Transcript – Reed Hayden – Without Borders 2020 Thesis & COVID-19 Response

Okay so I have one of my latest projects here. This is an abstraction, it’s a wood carving. This image was generated through my research and through the models that I make. 

So what I’m gonna do today is go ahead and work on this a little bit, and as I do that, I’m going to describe to you sort of my process and where I come from  philosophically to arrive at this sort of thing. Okay, so while you watch me work on this carving, I want to talk a little bit about the context within which this work was developed and created. I developed this approach while pursuing my graduate degree at the University of Maine in Orono in intermedia, and one of the things I’d like to say about that program is that it helped me to understand that really the driving force in the creative practice is sort of the inspiration, so that I don’t need to, or we don’t need to concern ourselves really with a goal or where we’re headed for, but what we’re ultimately trying to do really is find our inspiration, and then follow where that leads and let it develop naturally from there. And in the case of the work you see me working on here, my inspiration really has been towards understanding the origins and implications of human consciousness, the sort of unique consciousness that we as human beings have developed evolutionarily. 

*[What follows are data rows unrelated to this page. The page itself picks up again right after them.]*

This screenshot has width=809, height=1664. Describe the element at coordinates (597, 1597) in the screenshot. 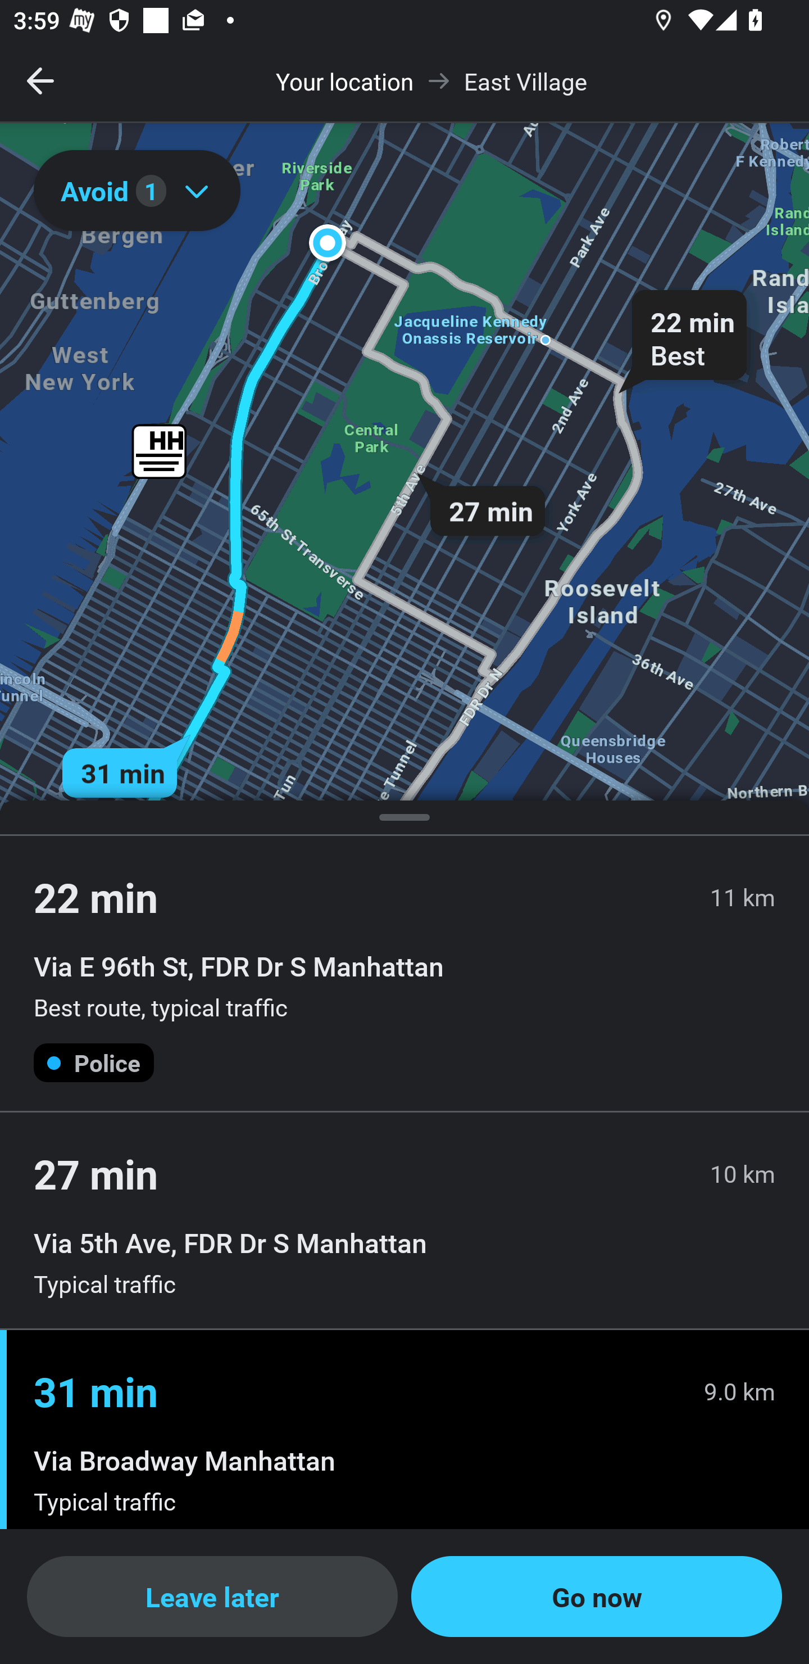

I see `Go now` at that location.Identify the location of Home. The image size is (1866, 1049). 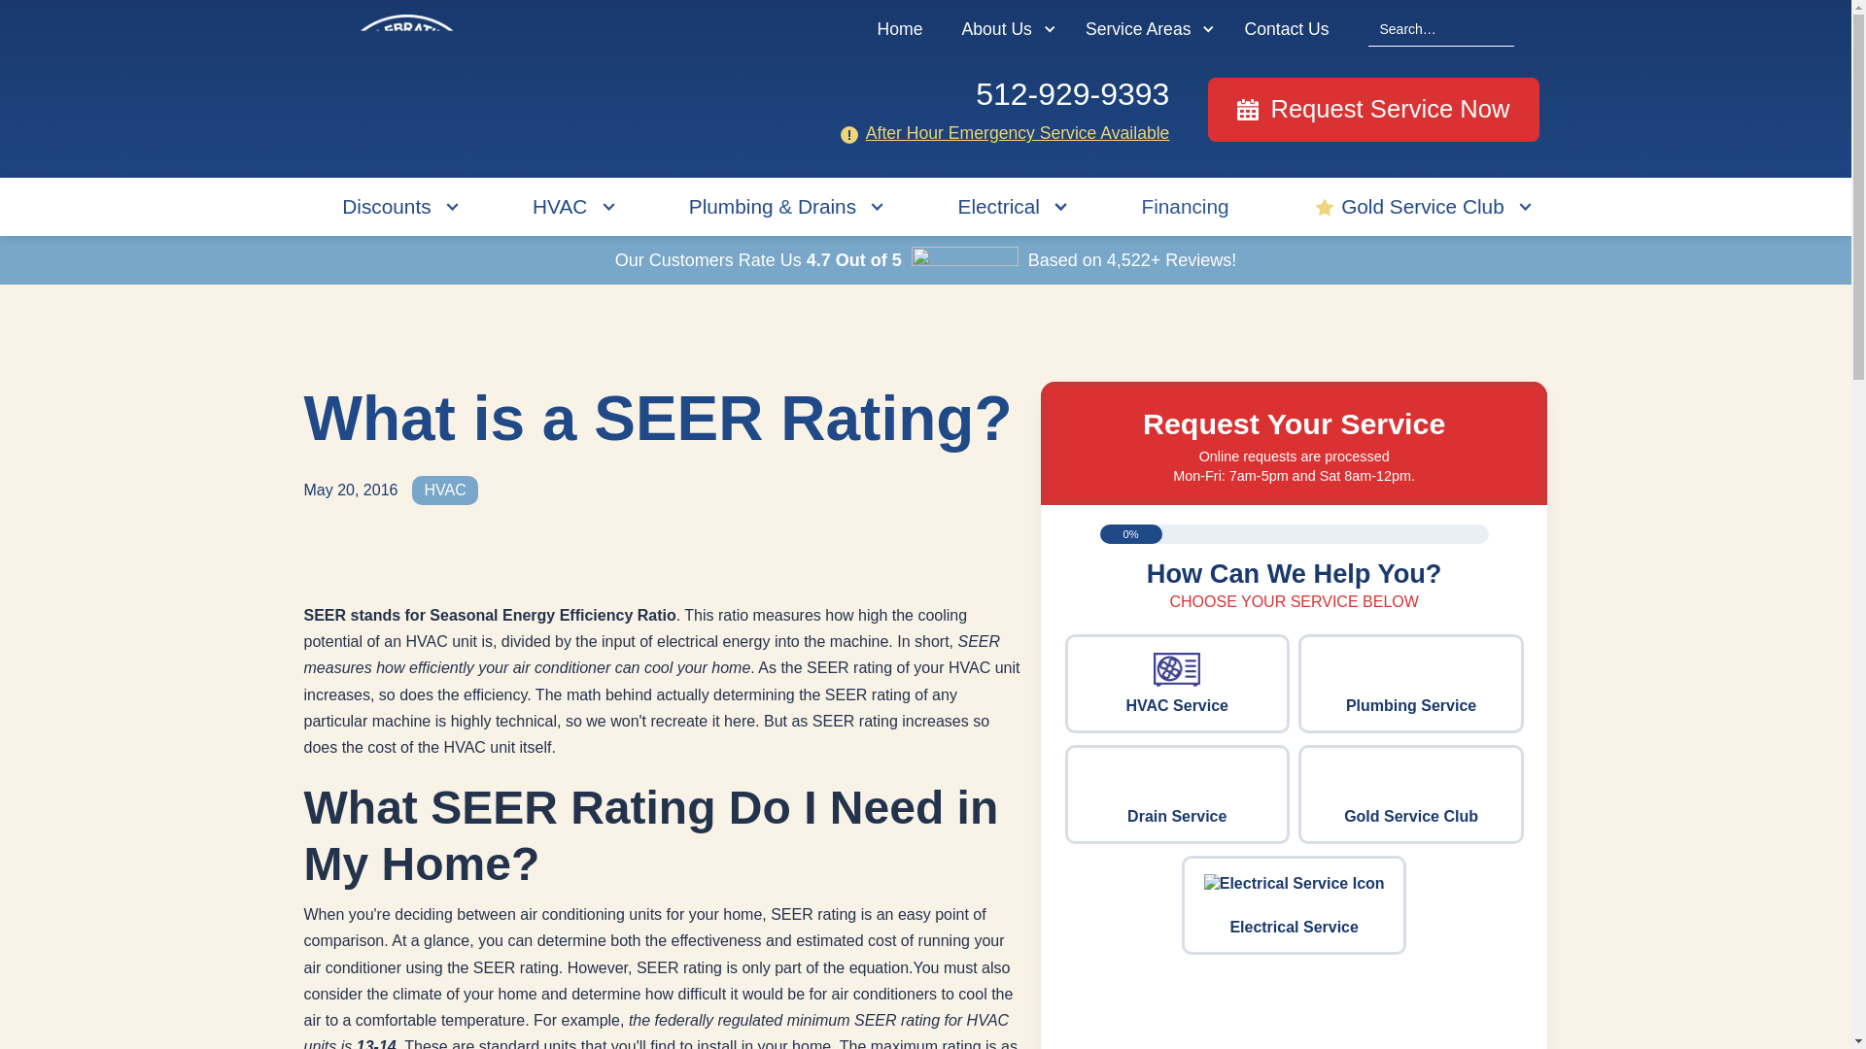
(900, 29). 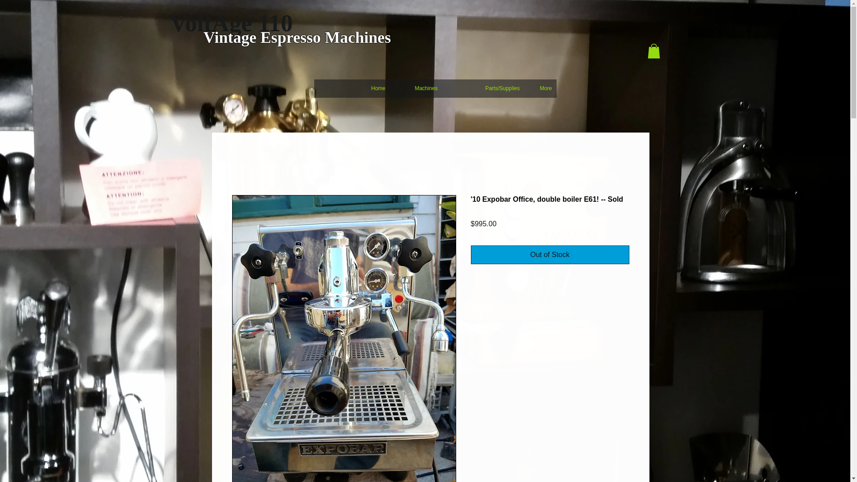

So in order to do that in my research I’ve looked into cognitive evolution, and as a result that’s led me to start to design and build visual models that represent a lot of these ideas about how our cognition developed and how it evolved, and again what its implications are for us today as contemporary humans.  And so as I modeled these systems, it helps me to sort of investigate and understand how consciousness has developed: Where it came from, what it’s doing now to us and with us and for us or against us. What the implications of that are. And as you can see the imagery I’m working with, or the results of these models are abstractions, and this actually does say alot about my findings and my mode of research, and what I am doing. It especially starts to tie into my Zen practice and Zen philosophy. 

You know, the abstractions sort of are an indication of the abstract reality that we find ourselves in that we’re are generating constantly through our own consciousness, and by presenting these abstractions in the form of art to be viewed by an audience, it allows it’s allowing to reflect on the nature of these sort of things. So certainly the viewer brings whatever they bring to the work, but there’s the opportunity for them to sort of experience them directly in the moment and sort of contemplate the abstract nature of them, meaning to understand them as they exist, as they are without trying to add a narrative, or decipher the code so to speak, or to sort of figure out where it all came from or what it means. The very fact that that information isn’t available to the viewer is the point. It’s the point that the work is creating an opportunity for the viewer to experience their own awareness directly unencumbered by concepts and ideas. 

So as I research the work, and I develop the models, and I work through the ideas and the concepts, and I practice Zen in conjunction with this, then I’ve started to realize that that whole idea, the whole process  of thinking and contemplating and stuff that it’s important, and it’s part of who we are as humans, and as I said before it’s our evolutionary inheritance. It’s simply how we’ve evolved, and how we’ve developed, and how we function. However, it ultimately doesn’t lead to a sort of great insight, and you know insight is really what I’m interested in. It is really why I pursue my art.